Another Standard Model
Back in 2004 I summarized the new Standard Model of computing. I was taught its predecessor, which included:
- a character-oriented editor (usually Vi or Emacs);
- C (which mutated into C++);
- Unix command-line tools like
catandgrep; - lines of text as a data exchange format;
- Make for task automation;
- CVS for version control; and
- “power tools” like Yacc and Awk for more complex tasks.
By 2004, that had become:
- Eclipse and its many plugins for editing;
- Java;
- XML as a data exchange format;
- Ant for building and JUnit for testing;
- reflection and things it enabled, like JavaBeans; and
- an online project dashboard that includes a ticket manager and a searchable mailing list archive.
So what’s in the standard model of the early 2020s? Based on my experience over the last four years, my first stab is:
- Python and a relational database (SQLite or Postgres);
- HTTP and JSON for data exchange;
- JavaScript and a front-end framework (e.g., React);
- Docker and [name of cloud goes here] for deployment;
- Slack for communication;
- Git for version control;
- GitHub as a project dashboard;
- GitHub again for linting and testing; and
- Stack Overflow as an external brainspace expander.
Lots of substitutions are obviously possible, like Mongo instead of a relational database or Linear instead of GitHub for issues, but I think this is the baseline against which variations are defined. If I’ve missed anything or included anything that you think people don’t now take for granted, please let me know.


Work to complete.
Transcribe the lines below exactly. No image belongs in the transcription.

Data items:
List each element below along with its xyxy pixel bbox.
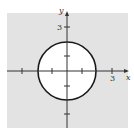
y-tick-label: 3 xyxy=(57,23,62,32)
region-plot: 3 3 y x xyxy=(0,0,134,136)
y-axis-label: y xyxy=(58,6,64,15)
x-axis-label: x xyxy=(126,73,131,82)
x-tick-label: 3 xyxy=(110,74,115,83)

Written response.
List each element below along with its xyxy pixel bbox.
y-tick-label: 3 xyxy=(57,23,62,32)
region-plot: 3 3 y x xyxy=(0,0,134,136)
y-axis-label: y xyxy=(58,6,64,15)
x-axis-label: x xyxy=(126,73,131,82)
x-tick-label: 3 xyxy=(110,74,115,83)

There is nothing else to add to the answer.